The woman smiled. “I'm sorry to disturb you,” she said. “I meant to phone you first, but I lost your number.”
So she knew him. “Not at all,” he reassured her, gesturing for her to enter. “This is quite convenient. I was doing nothing.” Actually, he thought, I was doing something. I was thinking about my life and how I need to meet a woman, and lo and behold … But that could not be said, of course; like most of our thoughts, William reflected, which can be thought but not said.
The visitor stretched out a hand. “Angelica Brockelbank.”
William shook her hand. It was soft to the touch. “Of course.” Angelica Brockelbank?

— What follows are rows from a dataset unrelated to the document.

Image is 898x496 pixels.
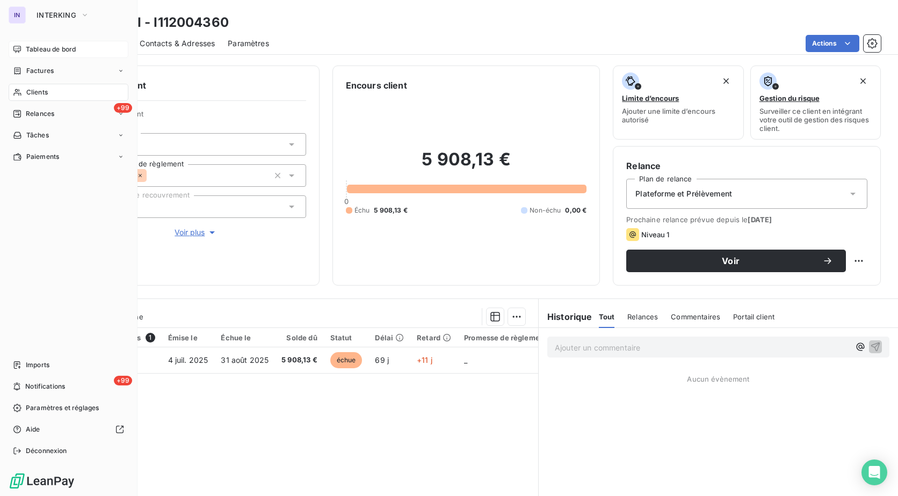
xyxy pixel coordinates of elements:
[539,310,592,323] h6: Historique
[281,333,317,342] div: Solde dû
[26,66,54,76] span: Factures
[330,352,362,368] span: échue
[417,356,432,365] span: +11 j
[354,206,370,215] span: Échu
[37,11,76,19] span: INTERKING
[65,79,306,92] h6: Informations client
[759,107,872,133] span: Surveiller ce client en intégrant votre outil de gestion des risques client.
[26,425,40,434] span: Aide
[375,333,404,342] div: Délai
[635,188,732,199] span: Plateforme et Prélèvement
[114,103,132,113] span: +99
[627,313,658,321] span: Relances
[626,215,867,224] span: Prochaine relance prévue depuis le
[175,227,217,238] span: Voir plus
[626,250,846,272] button: Voir
[281,355,317,366] span: 5 908,13 €
[9,6,26,24] div: IN
[464,333,547,342] div: Promesse de règlement
[641,230,669,239] span: Niveau 1
[330,333,362,342] div: Statut
[86,110,306,125] span: Propriétés Client
[221,333,269,342] div: Échue le
[168,333,208,342] div: Émise le
[622,94,679,103] span: Limite d’encours
[86,227,306,238] button: Voir plus
[147,171,155,180] input: Ajouter une valeur
[26,360,49,370] span: Imports
[168,356,208,365] span: 4 juil. 2025
[221,356,269,365] span: 31 août 2025
[114,376,132,386] span: +99
[9,473,75,490] img: Logo LeanPay
[26,88,48,97] span: Clients
[464,356,467,365] span: _
[374,206,408,215] span: 5 908,13 €
[687,375,749,383] span: Aucun évènement
[346,149,587,181] h2: 5 908,13 €
[806,35,859,52] button: Actions
[626,159,867,172] h6: Relance
[26,403,99,413] span: Paramètres et réglages
[530,206,561,215] span: Non-échu
[9,421,128,438] a: Aide
[599,313,615,321] span: Tout
[95,13,229,32] h3: MEDICI - I112004360
[639,257,822,265] span: Voir
[26,109,54,119] span: Relances
[344,197,349,206] span: 0
[613,66,743,140] button: Limite d’encoursAjouter une limite d’encours autorisé
[565,206,586,215] span: 0,00 €
[375,356,389,365] span: 69 j
[26,130,49,140] span: Tâches
[228,38,269,49] span: Paramètres
[733,313,774,321] span: Portail client
[346,79,407,92] h6: Encours client
[417,333,451,342] div: Retard
[26,45,76,54] span: Tableau de bord
[748,215,772,224] span: [DATE]
[861,460,887,485] div: Open Intercom Messenger
[26,446,67,456] span: Déconnexion
[25,382,65,391] span: Notifications
[622,107,734,124] span: Ajouter une limite d’encours autorisé
[750,66,881,140] button: Gestion du risqueSurveiller ce client en intégrant votre outil de gestion des risques client.
[146,333,155,343] span: 1
[759,94,819,103] span: Gestion du risque
[671,313,720,321] span: Commentaires
[26,152,59,162] span: Paiements
[140,38,215,49] span: Contacts & Adresses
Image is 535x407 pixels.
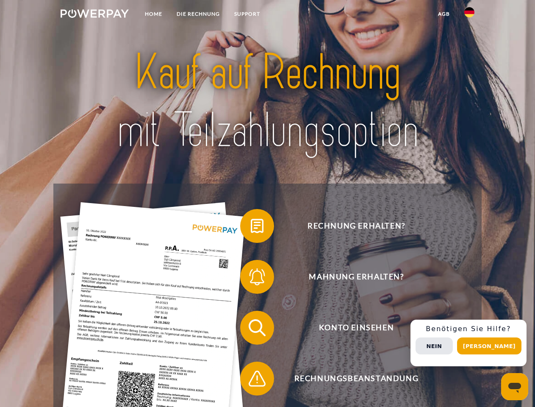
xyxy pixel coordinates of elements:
a: Home [138,6,169,22]
img: logo-powerpay-white.svg [61,9,129,18]
button: Konto einsehen [240,310,460,344]
img: title-powerpay_de.svg [81,41,454,162]
h3: Benötigen Sie Hilfe? [415,324,521,333]
button: Nein [415,337,453,354]
img: qb_search.svg [246,317,268,338]
a: agb [431,6,457,22]
img: qb_bell.svg [246,266,268,287]
iframe: Schaltfläche zum Öffnen des Messaging-Fensters [501,373,528,400]
span: Rechnung erhalten? [252,209,460,243]
span: Mahnung erhalten? [252,260,460,293]
div: Schnellhilfe [410,319,526,366]
a: SUPPORT [227,6,267,22]
img: qb_warning.svg [246,368,268,389]
button: Mahnung erhalten? [240,260,460,293]
img: de [464,7,474,17]
button: Rechnung erhalten? [240,209,460,243]
button: [PERSON_NAME] [457,337,521,354]
span: Konto einsehen [252,310,460,344]
button: Rechnungsbeanstandung [240,361,460,395]
span: Rechnungsbeanstandung [252,361,460,395]
img: qb_bill.svg [246,215,268,236]
a: DIE RECHNUNG [169,6,227,22]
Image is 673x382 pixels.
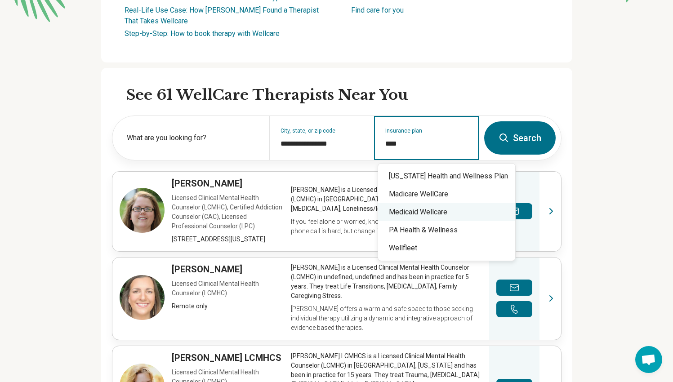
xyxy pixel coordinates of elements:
[496,301,532,317] button: Make a phone call
[378,185,515,203] div: Madicare WellCare
[378,203,515,221] div: Medicaid Wellcare
[635,346,662,373] div: Open chat
[378,239,515,257] div: Wellfleet
[378,167,515,185] div: [US_STATE] Health and Wellness Plan
[125,29,280,38] a: Step-by-Step: How to book therapy with Wellcare
[484,121,556,155] button: Search
[351,6,404,14] a: Find care for you
[125,6,319,25] a: Real-Life Use Case: How [PERSON_NAME] Found a Therapist That Takes Wellcare
[378,221,515,239] div: PA Health & Wellness
[378,167,515,257] div: Suggestions
[127,133,258,143] label: What are you looking for?
[126,86,562,105] h2: See 61 WellCare Therapists Near You
[496,280,532,296] button: Send a message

“Would you like tea?” he blurted out. Tea was so convenient. Not only was it an appropriate and immediate response to any crisis - 'Sit down and I'll put the kettle on' - but it was also a tool for social stalling. Tea would allow this encounter to proceed to the next stage, which William hoped would be the stage of discovering who Angelica Brockelbank was.
But then it came back. Angelica Brockelbank - of course! She had run the bookshop next to William's first wine shop in Notting Hill, a good fifteen years ago. They had seen a certain amount of one another and then, when William had moved to larger premises, they had lost touch. She had been beautiful then, but William had been married at the time - as had she - and had admired her from a respectable distance. He wondered now whether she was still married, and whether there might just be a chance … He hardly dared think about it.
“It's wonderful to see you again, Angelica,” he said with renewed confidence. “After all those years. How's the bookshop doing?”